May be not, say Pakistani diplomats privately. They point out that most of these overtures may be a case of “old wine in new bottles.” The proposal of a bus service between Srinagar and Muzafarabad, for instance, was floated before the Agra summit in July 2001. The suggestion on releasing each other’s fishermen is also not new.

But the basic point is the contradiction between Indian Foreign Minister Yashwant Sinha’s announcement and the content conveyed to Pakistan’s High Commission in New Delhi. On a closer look, the raft of these measures is linked to each other, hence is “conditional.”

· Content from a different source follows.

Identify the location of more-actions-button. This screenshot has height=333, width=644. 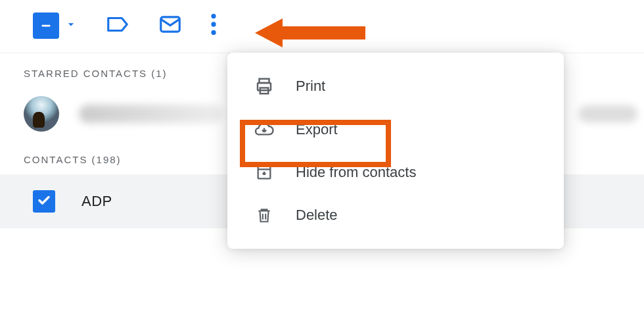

Pakistan’s High Commission has been told in New Delhi that the second round of talks will depend on progress in talks on the civil aviation issue. Even Yashwant Sinha was been categorical in saying that India would not enter into substantive talks without evidence on the ground that “cross border terrorism” was being brought to an end. But optimists insist that with the flurry of Indian writers and peace activists visiting Pakistan, “something must be cooking.”

* * * * *

Farewell for Isomura Butt

Toshikazu Isomura may be one of the most popular diplomats ever to serve in Pakistan. Isomura, a first secretary in the Japanese Embassy, has served in Pakistan for 11 years. His present stint of three years ends this week.

He may be one of those rare diplomats who got invited to a farewell party hosted by journalists. He was asked at this party the reason for his popularity. “I just feel so home with Pakistanis,” Isomura answered in his usual modest way.

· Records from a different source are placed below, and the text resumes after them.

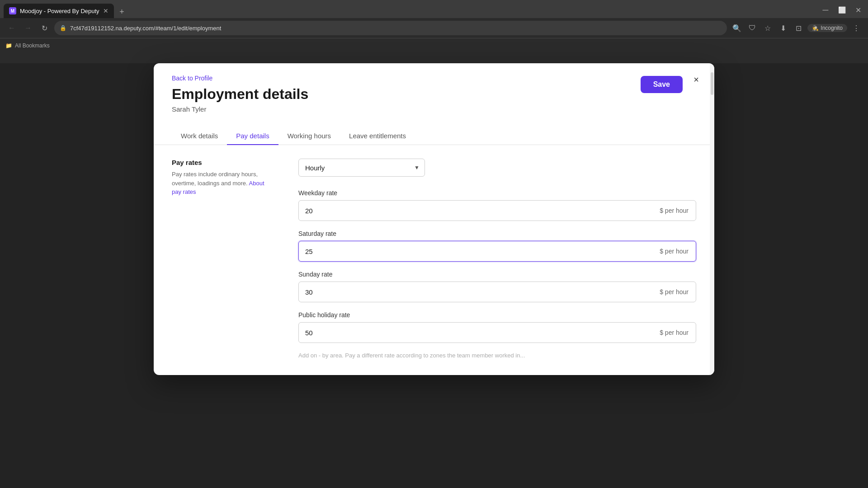  Describe the element at coordinates (798, 28) in the screenshot. I see `sidebar-icon: ⊡` at that location.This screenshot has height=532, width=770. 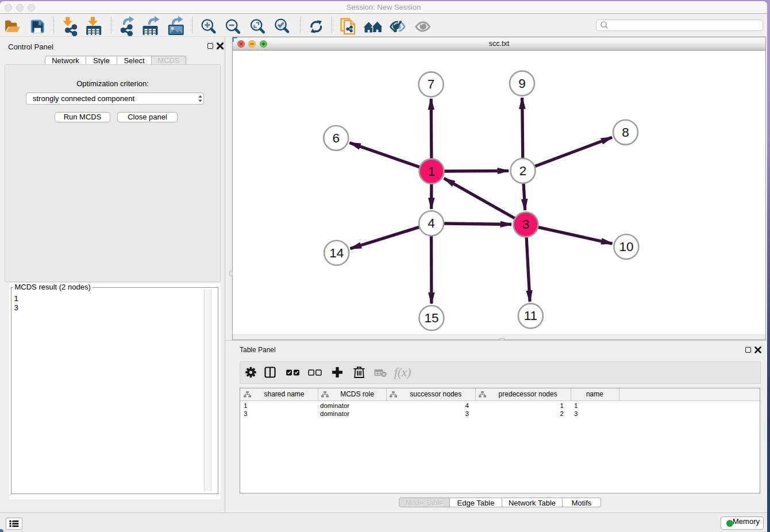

One reason was that he speaks fluent Urdu. He did a course in Urdu from the Punjab University. And then he adapted himself to Pakistani ways that many time people took him for a Kashmir. Some also called him Isomura Butt. Whatever, Isomira’s loss will be felt in this grand graveyard of all things bureaucratic.

* * * * *

Mr Lyallpur

British high commissioner Mark Lyall-Grant is a descendent of that Mr Lyall after whose name Lyallpur was established. It must be sad for him to see the name changed to Faisalabad. And even more saddening must be the fact that it’s not just the name that has changed in Faisalabad. The city known for its centralized planning has degenerated in several ways. Mr Lyall seemed quite excited before his visit to Faisalabad last week.

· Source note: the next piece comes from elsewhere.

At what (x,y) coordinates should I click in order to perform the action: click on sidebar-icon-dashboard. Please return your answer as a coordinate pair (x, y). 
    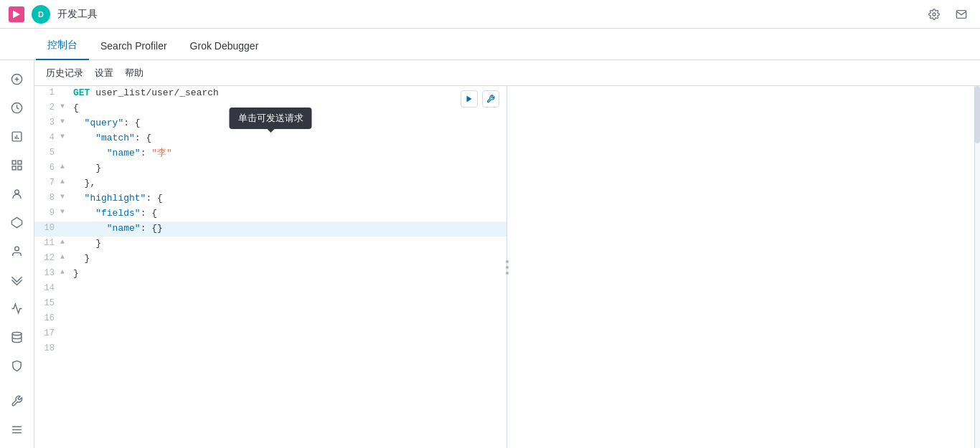
    Looking at the image, I should click on (17, 165).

“I want to do something about it,” he said. We are not sure if he retains the goodwill for the city of the Big Clock after his return.

* * * * *

Kudos to Kidwai

You keep hearing about Pakistan’s high commissioner to Kenya, Hameed Asghar Kidwai’s presence in town. Published reports claim that he is up to something. The foreign office confirms that he is still the high commissioner, but is not aware of his activities in the Capital.

* * * * *

Birthday bash

Autumn took off to a roaring start with the glitzy birthdays of two Pauls, Oquist and Lundberg. The two have uncanny commonalities in their lives. Both work at the UNDP, Paul Oquist as senior governance adviser for Asia and Paul Lundberg as a consultant on decentralisation, which explains why the evening was flooded by the NRB crowd.

Lundenberg was born on October 18 and Oquist on October 19. Hence the two threw a party on the night between the two birthdays with a fusion of Pakistani and Latin music.

Lundberg, who is married to Actionaid’s Fauzia Saeed, danced to the tunes of Pakistani Bhangra performed by a Punjabi troupe. Come midnight, the floor was taken over by Oquist with his lavish Latino dancing. Mostly it was salsa and meringue.

Host Paul Oquist has lived an envious life. He celebrated his tenth birthday in Chicago, 20th in Los Angeles, 30th in Colombia, 40th in Nicaragua, 50th in Mongolia and the 60th, where else, Islamabad. We wonder, where will he be celebrating his 70th.